An immersion blender could be the MVP of your kitchen

For her latest book, she has added to that list.

Before she mentions even a single recipe in “Good Things: Recipes and Rituals to Share With People You Love — A Cookbook,” Nosrat shares a spread of her “unexpectedly essential” kitchen gear, which includes one piece she used to dread but now adores: the immersion blender.

Nosrat’s culinary career began at Chez Panisse, where she worked her way up from food runner to cook over two years. Nosrat was often on soup duty at Alice Waters’ acclaimed Berkeley, California, bistro, which was a trailblazer in the farm-to-table movement.

“We’d use the immersion blender as the first step, then we’d have you transfer it into a smaller, normal-sized Vitamix blender, batch by batch, to get the smoothest, satin-iest texture,” Nosrat told CNN. “I had a vendetta against the immersion blender, because if I’m going to have to transfer it into the Vitamix countertop blender to puree it anyway, why bother? It took forever and felt like this huge burden to do this for 10-to-15-gallon pots of soup.”

At home, you’re making much less soup, Nosrat conceded, but those messy, fussy memories were hard for her to erase. For years, every time she saw an immersion blender, she would have a visceral reaction“I had this dread in my stomach,” she said. “The idea of blending a soup was restaurant-sized dread, even when it was applied to a home-sized meal.”

All of that changed when Nosrat realized she could skip a step. Frustrated after one too many countertop blender mishaps spilling on her clothes or spraying the contents onto the ceiling, Nosrat decided to stick with the stick blender while developing a recipe for butternut squash and green curry soup.

“I’m just at home and not trying to serve this to people in fine dining circumstances, so I figured it might be fine. It was, and that single recipe changed everything,” Nosrat said.

In fact, the immersion blender breakthrough was so impactful that Nosrat decided to pay tribute to that creation with the Curried Carrot and Coconut Soup that stars in her latest cookbook (recipe below).

“Once I realized that creamy soup does just fine with the immersion blender only, it felt like a liberation,” she added.

As soon as the handheld blender was back in her good graces, Nosrat discovered two more stellar uses: for whipping up quick mayos and salad dressings.

“I have grown to love using it for making a small amount of an emulsion,” she said, referring to the process of mixing two liquids that normally don’t like to combine.

Want to try it out? Round up a small mason jar, add an egg, 1 tablespoon lemon juice, and 1 cup of a neutral-flavored oil, and blitz. In less than a minute, you have mayonnaise.

“If I were doing it by hand, I’d have to invest a ton of time and energy to whisk it,” Nosrat said. “Using a narrow jar and the immersion blender, it comes together quickly and easily since the blade is small and the ingredients are much closer together and more compressed than they would be in a large bowl.”

The same secret comes in clutch for salad dressings such as a Caesar or the creamy oregano dressing in “Good Things.” Besides being quick and easy to emulsify, “the idea that I can make the dressing in the same jar that I store it in has been a revelation for me,” she added. Just add a lid and pop any extra in the refrigerator for tomorrow.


## Work item
From the first entry to the last, copy everything exactly except the pictures.

## Listed entries

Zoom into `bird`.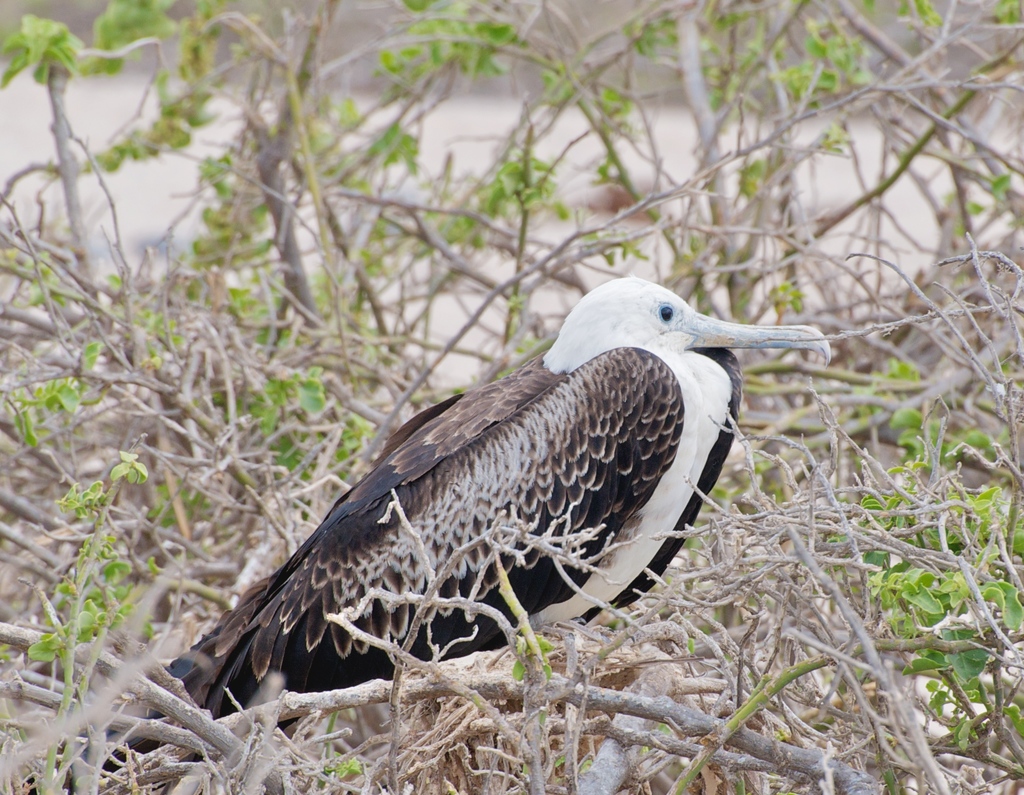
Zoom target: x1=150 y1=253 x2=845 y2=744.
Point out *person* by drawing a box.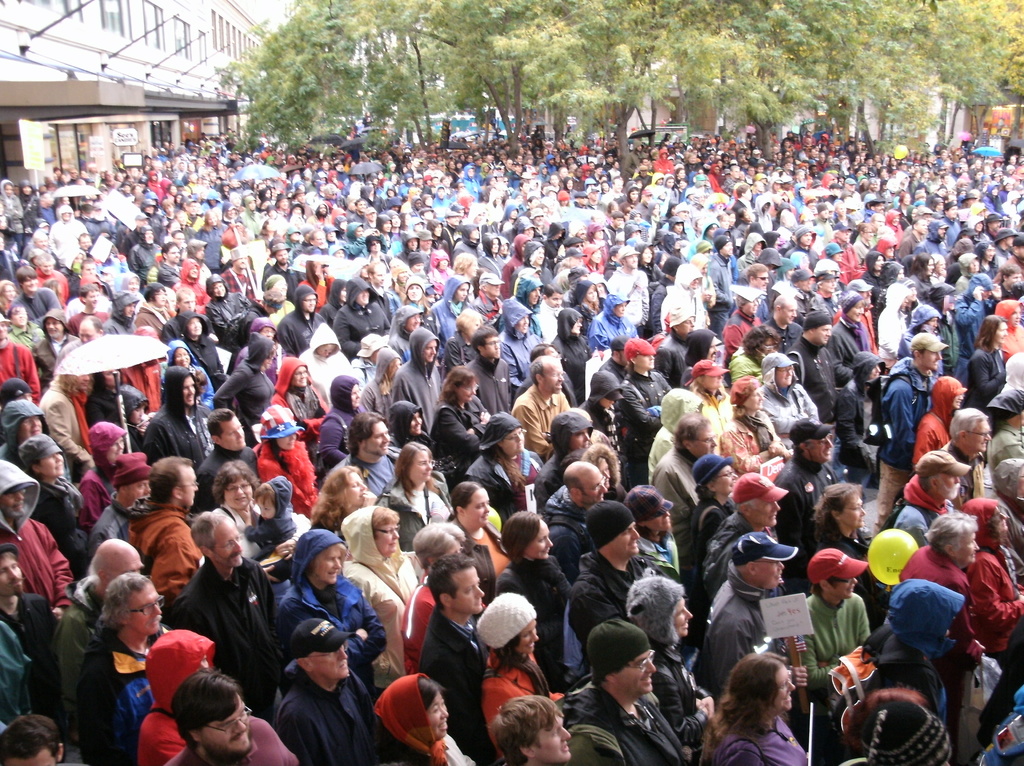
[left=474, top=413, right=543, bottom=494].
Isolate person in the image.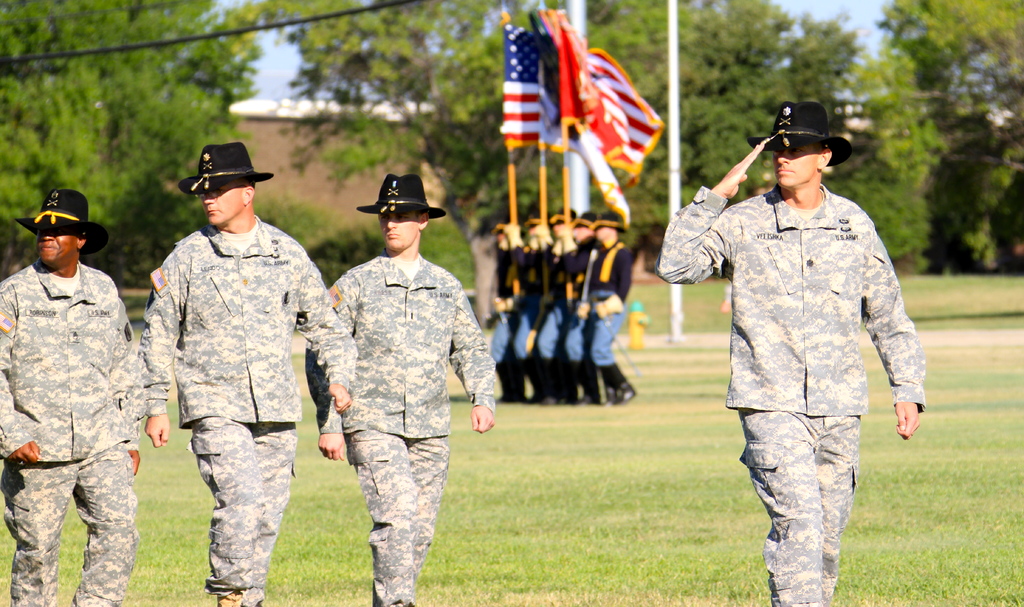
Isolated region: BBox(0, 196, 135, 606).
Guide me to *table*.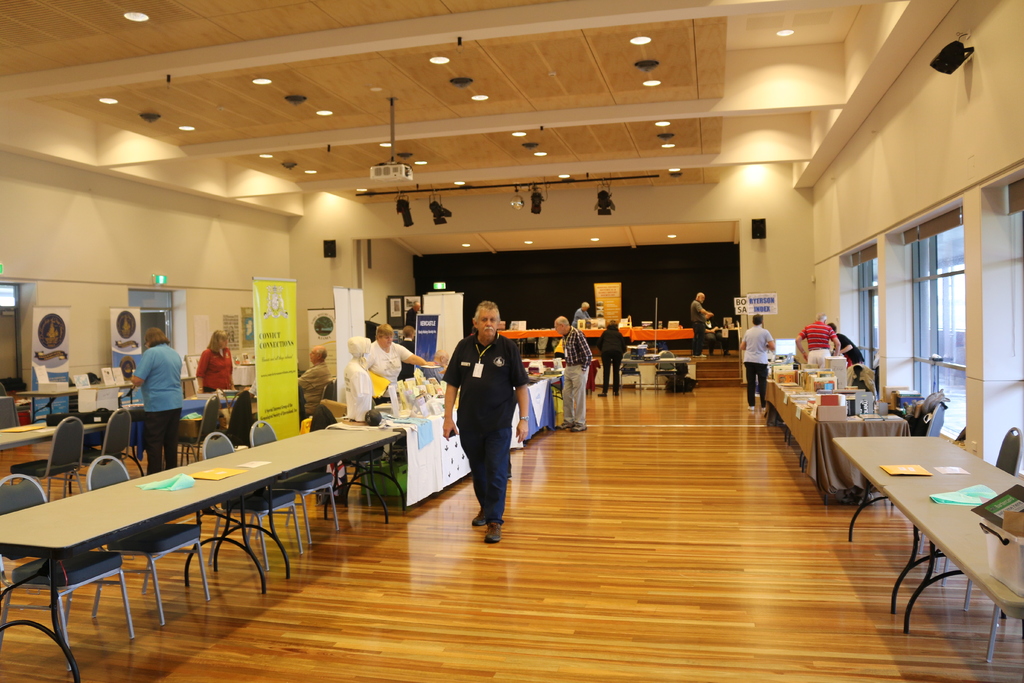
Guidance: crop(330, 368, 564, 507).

## Written answer
Zoom into `bird`.
Zoom target: x1=150 y1=253 x2=845 y2=744.
Point out *person* by drawing a box.
[left=474, top=413, right=543, bottom=494].
Isolate person in the image.
Isolated region: BBox(0, 196, 135, 606).
Guide me to *table*.
Guidance: crop(330, 368, 564, 507).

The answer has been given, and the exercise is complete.